Today, your website is likely the first impression a potential customer will receive about your company. Keep it simple, a website full of noise can kill potential sales. There are five things that it needs to include:

  1. An offer above the fold: That’s the part of the screen people see and read before they start scrolling down.

  2. Obvious calls to action: The whole point of your website is to put a direct call to action button in an enticing place, so people can buy from you. The main places to put it are in the top right corner, and in the center of the screen (above the fold).

  3. Images of success: Don’t put pictures of your office building, images should show happy customers who have had a pleasurable experience by engaging with your brand.

  4. A bite-sized breakdown of your revenue streams: If you have many products, you have to first find an “umbrella” theme to unite them all. The key is clarity.

  5. Very few words: People don’t read websites, they scan them. As customers scroll down it’s okay to use more words, but not too many. If you need more text to explain something, place a “read more” link.

Actions to take

Transform a Large Organization

“Customers aren’t the only ones who get confused when the message is unclear. Employees get confused too”

The Narrative Void is a vacant space that occurs inside the organization when there’s no story to keep everyone aligned. The different divisions across the organization exist in microcosms that can only be understood by the people who live in them. Where there’s no plot there’s no productivity.

Mission statements are not enough. Complacency begins to set in. Companies grow in so many directions that they lose their plot. It’s like when a movie becomes a success and they turn in a sequel. Often, the story feels forced.

A mission is a story you reinforce through every department strategy, every operational detail, and every customer experience. It has the potential to turn entire teams into a sales force: When team members understand the story of the organization and can explain it in short bites that have been reinforced through various modes of communication, they give words to customers that those same customers can use to spread the word.

To achieve this, you must develop a mission and brand that understands the story of their team members. Leverage your branding framework internally can transform the value your employees bring. Think of it like this - the team is the hero and the company leadership is the guide.

With an inspired narrative, ordinary jobs become extraordinary adventures. Not just anyone gets selected for this expedition. Across the organization, people are fully present not just physically, but mentally. Productivity is high and efficiency is a matter of pride. These people are here to serve a customer they love.

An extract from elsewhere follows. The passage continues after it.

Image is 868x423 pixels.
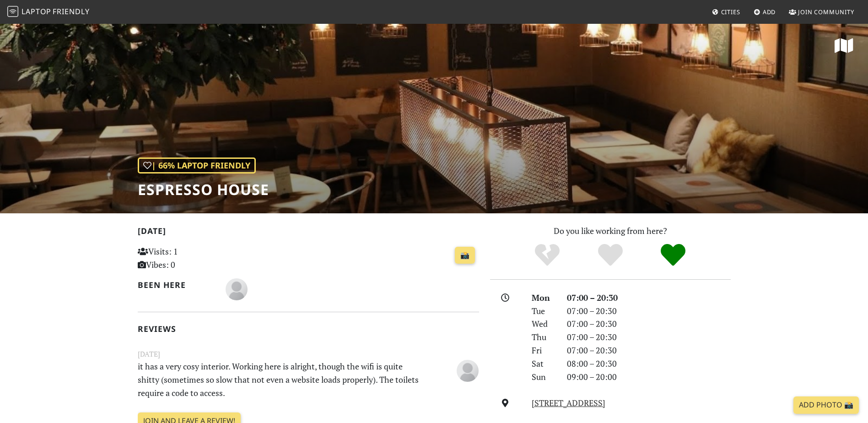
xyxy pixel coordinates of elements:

Leaders desire to be seen as heroes. However, everything they want comes by playing the guide. Guides are respected, loved, listened to, understood, and followed loyally.

Actions to take

Create Your Marketing Roadmap

“The more you execute, the clearer your message will become and the more your company will grow”

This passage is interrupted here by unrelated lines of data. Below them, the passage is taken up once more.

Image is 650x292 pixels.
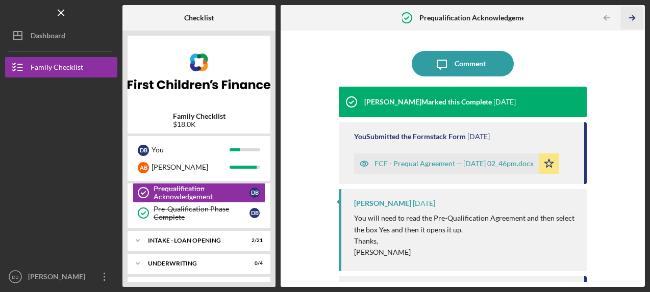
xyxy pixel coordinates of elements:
button: Comment [411,51,513,76]
b: Prequalification Acknowledgement [419,14,531,22]
div: INTAKE - LOAN OPENING [148,238,237,244]
button: Dashboard [5,25,117,46]
button: DB[PERSON_NAME] [5,267,117,287]
div: Family Checklist [31,57,83,80]
a: Prequalification AcknowledgementDB [133,183,265,203]
div: UNDERWRITING [148,261,237,267]
div: You Submitted the Formstack Form [354,133,465,141]
b: Checklist [184,14,214,22]
p: You will need to read the Pre-Qualification Agreement and then select the box Yes and then it ope... [354,213,576,236]
div: You [151,141,229,159]
text: DB [12,274,18,280]
button: Family Checklist [5,57,117,77]
div: Prequalification Acknowledgement [153,185,249,201]
img: Product logo [127,41,270,102]
div: [PERSON_NAME] [151,159,229,176]
div: D B [249,188,260,198]
div: [PERSON_NAME] Marked this Complete [364,98,491,106]
div: D B [249,208,260,218]
div: [PERSON_NAME] [25,267,92,290]
div: [PERSON_NAME] [354,199,411,208]
p: Thanks, [354,236,576,247]
div: 0 / 4 [244,261,263,267]
a: Pre-Qualification Phase CompleteDB [133,203,265,223]
div: FCF - Prequal Agreement -- [DATE] 02_46pm.docx [374,160,533,168]
div: Comment [454,51,485,76]
div: Pre-Qualification Phase Complete [153,205,249,221]
p: [PERSON_NAME] [354,247,576,258]
time: 2025-08-27 15:42 [412,199,435,208]
button: FCF - Prequal Agreement -- [DATE] 02_46pm.docx [354,153,559,174]
time: 2025-08-28 18:56 [493,98,515,106]
time: 2025-08-28 18:46 [467,133,489,141]
div: Dashboard [31,25,65,48]
div: D B [138,145,149,156]
b: Family Checklist [173,112,225,120]
div: 2 / 21 [244,238,263,244]
div: $18.0K [173,120,225,128]
div: A B [138,162,149,173]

There are five things you need to grow your business:

  1. A One-liner: a single statement that helps people realize why they need your products. Like a movie’s one-sentence description. It will intrigue qualified buyers and invite them to do business with you.

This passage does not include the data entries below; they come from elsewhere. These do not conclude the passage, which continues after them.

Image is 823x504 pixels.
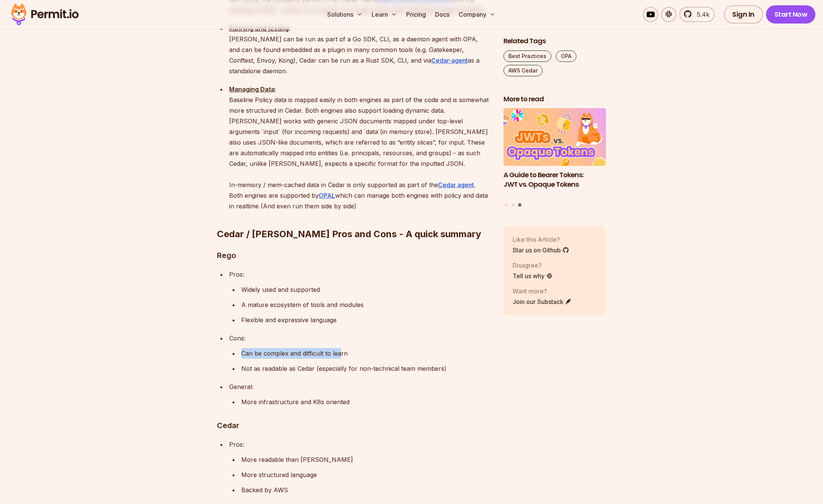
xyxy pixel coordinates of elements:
p: More readable than [PERSON_NAME] [241,454,491,465]
span: 5.4k [692,10,710,19]
h2: More to read [504,95,606,104]
p: More infrastructure and K8s oriented [241,397,491,407]
p: : Baseline Policy data is mapped easily in both engines as part of the code and is somewhat more ... [229,84,491,211]
p: Backed by AWS [241,485,491,495]
a: Docs [432,7,453,22]
a: Start Now [765,5,815,23]
button: Go to slide 1 [504,203,507,207]
p: Widely used and supported [241,284,491,295]
a: Join our Substack [512,297,572,306]
p: Flexible and expressive language [241,315,491,325]
h3: Rego [217,249,491,261]
a: Sign In [724,5,763,23]
p: More structured language [241,469,491,480]
button: Go to slide 3 [518,203,521,207]
p: : [PERSON_NAME] can be run as part of a Go SDK, CLI, as a daemon agent with OPA, and can be found... [229,23,491,76]
p: Want more? [512,287,572,296]
p: Cons: [229,332,491,344]
a: Pricing [403,7,429,22]
p: Like this Article? [512,235,569,244]
button: Company [456,7,498,22]
p: Pros: [229,439,491,449]
a: 5.4k [679,7,715,22]
a: AWS Cedar [504,65,543,76]
p: Can be complex and difficult to learn [241,348,491,358]
li: 3 of 3 [504,109,606,199]
img: A Guide to Bearer Tokens: JWT vs. Opaque Tokens [504,109,606,166]
a: Tell us why [512,271,553,280]
a: Best Practices [504,51,551,62]
a: A Guide to Bearer Tokens: JWT vs. Opaque TokensA Guide to Bearer Tokens: JWT vs. Opaque Tokens [504,109,606,199]
button: Solutions [324,7,366,22]
h2: Related Tags [504,36,606,46]
a: Cedar agent [438,181,474,189]
strong: Running and testing [229,25,289,32]
p: A mature ecosystem of tools and modules [241,300,491,310]
a: Cedar-agent [431,57,468,65]
p: Disagree? [512,261,553,270]
img: Permit logo [8,2,82,28]
p: General: [229,381,491,392]
p: Not as readable as Cedar (especially for non-technical team members) [241,363,491,374]
button: Learn [369,7,400,22]
a: OPAL [319,191,335,199]
h3: Cedar [217,419,491,432]
div: Posts [504,109,606,208]
strong: Managing Data [229,85,275,93]
h3: A Guide to Bearer Tokens: JWT vs. Opaque Tokens [504,170,606,189]
a: Star us on Github [512,246,569,255]
h2: Cedar / [PERSON_NAME] Pros and Cons - A quick summary [217,198,491,240]
button: Go to slide 2 [511,203,514,207]
p: Pros: [229,269,491,280]
a: OPA [556,51,576,62]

  2. A Lead Generator to capture email addresses: an email account is one of the most personal things people possess. Email is the most valuable and effective way to spread the word about your business. You need to offer them something valuable to join your email list.

  3. An Automated Email Drip Campaign: A prewritten sequence of email messages that trigger once a person is added to your list (also called “auto responder” or “funnel”). A nurturing campaign is a simple, regular email that offers your subscribers valuable information as it relates to your products.

  4. Stories of Transformation: When you tell stories about how you’ve helped others transform, potential customers understand what you can offer. The right kind of testimonial showcases:

    • Your value
    • The results you get for customers
    • The experience people had working for you
  5. A System That Generates Referrals: Invite customers to become evangelists for your brand, by creating a system that incentivizes them to spread the word.